Four Zimbabwean airmen still held
NZPA-Reuter Dublin The Zimbabwean Prime Minister, Mr Robert Mugabe, has said that the cases of four white airmen detained in Zimbabwe were, being processed and they would be released “if we feel they should be.” Two other top-ranking former Zimbabwe Air Force officers left Harare for Britain on Saturday after being declared undesirables.
At the end of a two-day official visit to Ireland, Mr Mugabe defended his Government’s decision to rearrest the airmen, after they were acquitted of sabotage charges 12 days ago. “We make our judgment, on the basis of intelligence information and not necessarily on evidence which is adduced in court,” he said. At the Harare Airport on Saturday, Air Vice-Marshal Hugh Slatter, the former Air Force deputy commander, and Air Commodore Philip Pile, the former Director of Operations, said farewell to their families. “The other cases will be reviewed and if we decide they should be released, they will be released,” said Mr Mugabe.
The six had been detained originally on the basis of information of a security and intelligence character, he said. They were acquitted after
the High Court’ ruled that confessions they made were extracted under torture, but were immediately rearrested, provoking an outcry from abroad.
“Our law is very clear,” 'said Mr Mugabe. “It allows the Government to detain anyone felt to be a threat to our security on the basis of intelligence information.” To a barrage of questions from journalists, he asked: “Why is there so much concern for these men? There are other people in detention in Zimbabwe. Is it because they are white?” He described judicial procedures inherited from the British colonial adminstration as “a stupid ass.” A man could commit murder but get off if police coercion was used, he said.
Under the Zimbabwean law, evidence in court must be examined even if violence may have been involved, he said, adding that defendants had a right to sue the police for assault. Mr Mugabe said the airmen had been involved with the regime of former Rhodesian Prime Minister, Mr lan Smith. “They have a background of illegal behaviour,” he said.
Slatter and Pile were cleared with four other officers of helping raiders to attack Thornhill Air Force base in the central town of Gweru, last year.

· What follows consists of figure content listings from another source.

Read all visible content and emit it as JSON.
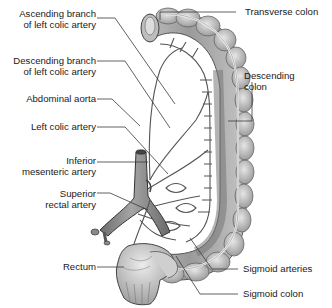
{
  "diagram": {
    "labels_left": [
      {
        "id": "ascending-branch",
        "line1": "Ascending branch",
        "line2": "of left colic artery"
      },
      {
        "id": "descending-branch",
        "line1": "Descending branch",
        "line2": "of left colic artery"
      },
      {
        "id": "abdominal-aorta",
        "line1": "Abdominal aorta"
      },
      {
        "id": "left-colic-artery",
        "line1": "Left colic artery"
      },
      {
        "id": "inferior-mesenteric-artery",
        "line1": "Inferior",
        "line2": "mesenteric artery"
      },
      {
        "id": "superior-rectal-artery",
        "line1": "Superior",
        "line2": "rectal artery"
      },
      {
        "id": "rectum",
        "line1": "Rectum"
      }
    ],
    "labels_right": [
      {
        "id": "transverse-colon",
        "line1": "Transverse colon"
      },
      {
        "id": "descending-colon",
        "line1": "Descending",
        "line2": "colon"
      },
      {
        "id": "sigmoid-arteries",
        "line1": "Sigmoid arteries"
      },
      {
        "id": "sigmoid-colon",
        "line1": "Sigmoid colon"
      }
    ],
    "colors": {
      "colon_light": "#d9d9d9",
      "colon_dark": "#8c8c8c",
      "artery": "#555555",
      "leader_line": "#3a3a3a",
      "text": "#1a1a1a",
      "background": "#ffffff"
    }
  }
}
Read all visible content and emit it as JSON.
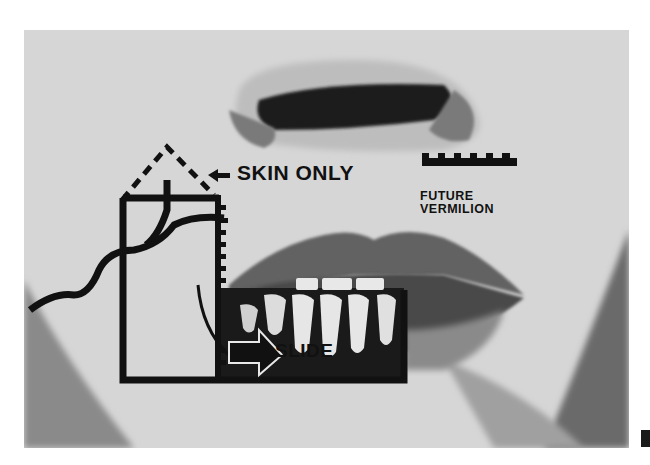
{
  "figure": {
    "annotations": {
      "skin_only": "SKIN ONLY",
      "future_vermilion_line1": "FUTURE",
      "future_vermilion_line2": "VERMILION",
      "slide": "SLIDE"
    },
    "panel_label": "",
    "colors": {
      "background": "#ffffff",
      "skin": "#d9d9d9",
      "ink": "#111111",
      "lip": "#6b6b6b"
    }
  }
}
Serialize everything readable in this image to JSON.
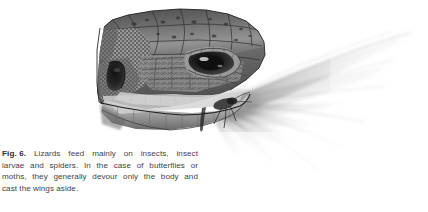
{
  "page": {
    "background_color": "#ffffff",
    "width": 428,
    "height": 212
  },
  "figure": {
    "label": "Fig. 6.",
    "caption_full": "Lizards feed mainly on insects, insect larvae and spiders. In the case of butterflies or moths, they generally devour only the body and cast the wings aside.",
    "caption_lines": [
      "Lizards feed mainly on insects, insect",
      "larvae and spiders. In the case of butterflies or",
      "moths, they generally devour only the body and",
      "cast the wings aside."
    ],
    "caption_line_1_words": [
      "Lizards",
      "feed",
      "mainly",
      "on",
      "insects,",
      "insect"
    ],
    "caption_line_2_words": [
      "larvae",
      "and",
      "spiders.",
      "In",
      "the",
      "case",
      "of",
      "butterflies",
      "or"
    ],
    "caption_line_3_words": [
      "moths,",
      "they",
      "generally",
      "devour",
      "only",
      "the",
      "body",
      "and"
    ],
    "caption_line_4": "cast the wings aside.",
    "text_color": "#3f3f3f",
    "label_color": "#2b2b2b"
  },
  "illustration": {
    "title": "Lizard head devouring a moth",
    "medium": "graphite pencil drawing",
    "palette": {
      "darkest": "#1d1d1d",
      "dark": "#3a3a3a",
      "mid": "#6e6e6e",
      "light": "#a8a8a8",
      "pale": "#d8d8d8",
      "wing_faint": "#efefef",
      "paper": "#ffffff"
    },
    "subjects": [
      {
        "name": "lizard-head",
        "facing": "right",
        "parts": [
          "snout",
          "head-plates",
          "eye",
          "ear-opening",
          "jaw",
          "neck-scales",
          "granular-temporal-scales"
        ]
      },
      {
        "name": "moth",
        "held_in": "jaws",
        "parts": [
          "body",
          "forewings",
          "hindwings",
          "legs"
        ],
        "wing_direction": "upper-right fan"
      }
    ]
  }
}
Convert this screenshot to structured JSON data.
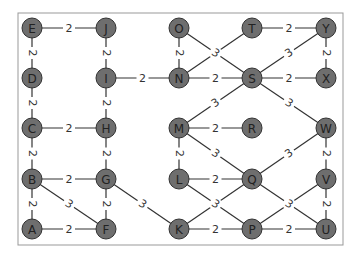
{
  "diagram": {
    "type": "weighted-graph",
    "colors": {
      "node_fill": "#6e6e6e",
      "node_stroke": "#333333",
      "edge": "#333333",
      "label_text": "#333333",
      "frame": "#999999",
      "background": "#ffffff"
    },
    "frame": {
      "x": 18,
      "y": 13,
      "width": 325,
      "height": 232
    },
    "node_radius": 10,
    "nodes": [
      {
        "id": "E",
        "x": 32,
        "y": 28
      },
      {
        "id": "J",
        "x": 106,
        "y": 28
      },
      {
        "id": "O",
        "x": 179,
        "y": 28
      },
      {
        "id": "T",
        "x": 252,
        "y": 28
      },
      {
        "id": "Y",
        "x": 326,
        "y": 28
      },
      {
        "id": "D",
        "x": 32,
        "y": 78
      },
      {
        "id": "I",
        "x": 106,
        "y": 78
      },
      {
        "id": "N",
        "x": 179,
        "y": 78
      },
      {
        "id": "S",
        "x": 252,
        "y": 78
      },
      {
        "id": "X",
        "x": 326,
        "y": 78
      },
      {
        "id": "C",
        "x": 32,
        "y": 128
      },
      {
        "id": "H",
        "x": 106,
        "y": 128
      },
      {
        "id": "M",
        "x": 179,
        "y": 128
      },
      {
        "id": "R",
        "x": 252,
        "y": 128
      },
      {
        "id": "W",
        "x": 326,
        "y": 128
      },
      {
        "id": "B",
        "x": 32,
        "y": 179
      },
      {
        "id": "G",
        "x": 106,
        "y": 179
      },
      {
        "id": "L",
        "x": 179,
        "y": 179
      },
      {
        "id": "Q",
        "x": 252,
        "y": 179
      },
      {
        "id": "V",
        "x": 326,
        "y": 179
      },
      {
        "id": "A",
        "x": 32,
        "y": 229
      },
      {
        "id": "F",
        "x": 106,
        "y": 229
      },
      {
        "id": "K",
        "x": 179,
        "y": 229
      },
      {
        "id": "P",
        "x": 252,
        "y": 229
      },
      {
        "id": "U",
        "x": 326,
        "y": 229
      }
    ],
    "edges": [
      {
        "from": "E",
        "to": "J",
        "weight": "2"
      },
      {
        "from": "E",
        "to": "D",
        "weight": "2"
      },
      {
        "from": "J",
        "to": "I",
        "weight": "2"
      },
      {
        "from": "D",
        "to": "C",
        "weight": "2"
      },
      {
        "from": "I",
        "to": "N",
        "weight": "2"
      },
      {
        "from": "I",
        "to": "H",
        "weight": "2"
      },
      {
        "from": "C",
        "to": "H",
        "weight": "2"
      },
      {
        "from": "C",
        "to": "B",
        "weight": "2"
      },
      {
        "from": "H",
        "to": "G",
        "weight": "2"
      },
      {
        "from": "B",
        "to": "G",
        "weight": "2"
      },
      {
        "from": "B",
        "to": "A",
        "weight": "2"
      },
      {
        "from": "B",
        "to": "F",
        "weight": "3"
      },
      {
        "from": "G",
        "to": "F",
        "weight": "2"
      },
      {
        "from": "G",
        "to": "K",
        "weight": "3"
      },
      {
        "from": "A",
        "to": "F",
        "weight": "2"
      },
      {
        "from": "O",
        "to": "N",
        "weight": "2"
      },
      {
        "from": "O",
        "to": "S",
        "weight": "3"
      },
      {
        "from": "N",
        "to": "T",
        "weight": "3",
        "hide_label": true
      },
      {
        "from": "N",
        "to": "S",
        "weight": "2"
      },
      {
        "from": "T",
        "to": "Y",
        "weight": "2"
      },
      {
        "from": "Y",
        "to": "X",
        "weight": "2"
      },
      {
        "from": "S",
        "to": "Y",
        "weight": "3"
      },
      {
        "from": "S",
        "to": "X",
        "weight": "2"
      },
      {
        "from": "S",
        "to": "M",
        "weight": "3"
      },
      {
        "from": "S",
        "to": "W",
        "weight": "3"
      },
      {
        "from": "M",
        "to": "R",
        "weight": "2"
      },
      {
        "from": "M",
        "to": "L",
        "weight": "2"
      },
      {
        "from": "M",
        "to": "Q",
        "weight": "3"
      },
      {
        "from": "W",
        "to": "Q",
        "weight": "3"
      },
      {
        "from": "W",
        "to": "V",
        "weight": "2"
      },
      {
        "from": "L",
        "to": "Q",
        "weight": "2"
      },
      {
        "from": "L",
        "to": "P",
        "weight": "3"
      },
      {
        "from": "K",
        "to": "Q",
        "weight": "3",
        "hide_label": true
      },
      {
        "from": "K",
        "to": "P",
        "weight": "2"
      },
      {
        "from": "Q",
        "to": "U",
        "weight": "3"
      },
      {
        "from": "P",
        "to": "V",
        "weight": "3",
        "hide_label": true
      },
      {
        "from": "P",
        "to": "U",
        "weight": "2"
      },
      {
        "from": "V",
        "to": "U",
        "weight": "2"
      }
    ]
  }
}
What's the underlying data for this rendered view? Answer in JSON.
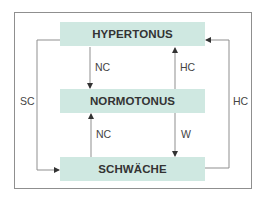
{
  "diagram": {
    "states": {
      "top": "HYPERTONUS",
      "middle": "NORMOTONUS",
      "bottom": "SCHWÄCHE"
    },
    "edges": [
      {
        "from": "HYPERTONUS",
        "to": "NORMOTONUS",
        "label": "NC"
      },
      {
        "from": "NORMOTONUS",
        "to": "HYPERTONUS",
        "label": "HC"
      },
      {
        "from": "SCHWÄCHE",
        "to": "NORMOTONUS",
        "label": "NC"
      },
      {
        "from": "NORMOTONUS",
        "to": "SCHWÄCHE",
        "label": "W"
      },
      {
        "from": "HYPERTONUS",
        "to": "SCHWÄCHE",
        "label": "SC"
      },
      {
        "from": "SCHWÄCHE",
        "to": "HYPERTONUS",
        "label": "HC"
      }
    ],
    "labels": {
      "top_down": "NC",
      "top_up": "HC",
      "bottom_up": "NC",
      "bottom_down": "W",
      "left": "SC",
      "right": "HC"
    },
    "colors": {
      "box_fill": "#cfe8e1",
      "line": "#8f8f8f",
      "text": "#333333"
    }
  }
}
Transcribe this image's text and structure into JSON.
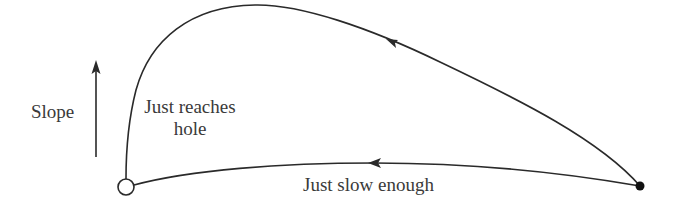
{
  "diagram": {
    "axis": {
      "label": "Slope",
      "direction": "up"
    },
    "start_point": {
      "name": "ball",
      "style": "filled-dot",
      "x": 640,
      "y": 186
    },
    "end_point": {
      "name": "hole",
      "style": "open-circle",
      "x": 126,
      "y": 187
    },
    "paths": [
      {
        "name": "upper-trajectory",
        "label_line1": "Just reaches",
        "label_line2": "hole",
        "arrow_direction": "toward-hole"
      },
      {
        "name": "lower-trajectory",
        "label": "Just slow enough",
        "arrow_direction": "toward-hole"
      }
    ],
    "colors": {
      "stroke": "#2a2a2a",
      "text": "#3a3a3a",
      "background": "#ffffff"
    }
  }
}
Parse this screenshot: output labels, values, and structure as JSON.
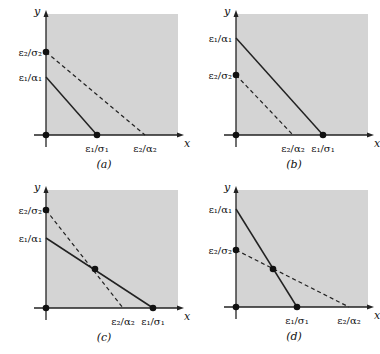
{
  "panels": [
    {
      "id": "a",
      "caption": "(a)",
      "origin": [
        46,
        135
      ],
      "region": [
        46,
        14,
        178,
        135
      ],
      "x_label": "x",
      "y_label": "y",
      "solid": {
        "y_intercept": 77,
        "x_intercept": 97
      },
      "dashed": {
        "y_intercept": 52,
        "x_intercept": 145
      },
      "dots": [
        [
          46,
          135
        ],
        [
          46,
          52
        ],
        [
          97,
          135
        ]
      ],
      "y_ticks": [
        {
          "label": "ε₂/σ₂",
          "y": 52
        },
        {
          "label": "ε₁/α₁",
          "y": 77
        }
      ],
      "x_ticks": [
        {
          "label": "ε₁/σ₁",
          "x": 97
        },
        {
          "label": "ε₂/α₂",
          "x": 145
        }
      ]
    },
    {
      "id": "b",
      "caption": "(b)",
      "origin": [
        236,
        135
      ],
      "region": [
        236,
        14,
        368,
        135
      ],
      "x_label": "x",
      "y_label": "y",
      "solid": {
        "y_intercept": 38,
        "x_intercept": 323
      },
      "dashed": {
        "y_intercept": 75,
        "x_intercept": 293
      },
      "dots": [
        [
          236,
          135
        ],
        [
          236,
          75
        ],
        [
          323,
          135
        ]
      ],
      "y_ticks": [
        {
          "label": "ε₁/α₁",
          "y": 38
        },
        {
          "label": "ε₂/σ₂",
          "y": 75
        }
      ],
      "x_ticks": [
        {
          "label": "ε₂/α₂",
          "x": 293
        },
        {
          "label": "ε₁/σ₁",
          "x": 323
        }
      ]
    },
    {
      "id": "c",
      "caption": "(c)",
      "origin": [
        46,
        308
      ],
      "region": [
        46,
        190,
        178,
        308
      ],
      "x_label": "x",
      "y_label": "y",
      "solid": {
        "y_intercept": 238,
        "x_intercept": 153
      },
      "dashed": {
        "y_intercept": 210,
        "x_intercept": 123
      },
      "dots": [
        [
          46,
          308
        ],
        [
          46,
          210
        ],
        [
          95,
          269
        ],
        [
          153,
          308
        ]
      ],
      "y_ticks": [
        {
          "label": "ε₂/σ₂",
          "y": 210
        },
        {
          "label": "ε₁/α₁",
          "y": 238
        }
      ],
      "x_ticks": [
        {
          "label": "ε₂/α₂",
          "x": 123
        },
        {
          "label": "ε₁/σ₁",
          "x": 153
        }
      ]
    },
    {
      "id": "d",
      "caption": "(d)",
      "origin": [
        236,
        307
      ],
      "region": [
        236,
        190,
        368,
        307
      ],
      "x_label": "x",
      "y_label": "y",
      "solid": {
        "y_intercept": 209,
        "x_intercept": 297
      },
      "dashed": {
        "y_intercept": 250,
        "x_intercept": 349
      },
      "dots": [
        [
          236,
          307
        ],
        [
          236,
          250
        ],
        [
          273,
          269
        ],
        [
          297,
          307
        ]
      ],
      "y_ticks": [
        {
          "label": "ε₁/α₁",
          "y": 209
        },
        {
          "label": "ε₂/σ₂",
          "y": 250
        }
      ],
      "x_ticks": [
        {
          "label": "ε₁/σ₁",
          "x": 297
        },
        {
          "label": "ε₂/α₂",
          "x": 349
        }
      ]
    }
  ],
  "colors": {
    "region": "#d4d4d4",
    "line": "#222222"
  }
}
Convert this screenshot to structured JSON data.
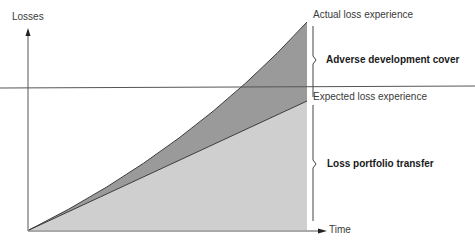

The Government said that damages to aircraft were about $l5 million.
The Interior Ministry did not say if or when the other detainees, Wing Commanders Peter Briscoe and John Cox and Air Lieutenants Barrington Lloyd and Neville Weir, would be freed.
It said that Slatter and Pile were being deported under emergency laws introduced in September, 1980, and first enforced against the former Zimbabwe Army commander, LieutenantGeneral Peter Walls, who was accused of verbally offending the Government. Under the regulations, the State can order a Zimbabwean citizen to leave the country and never return.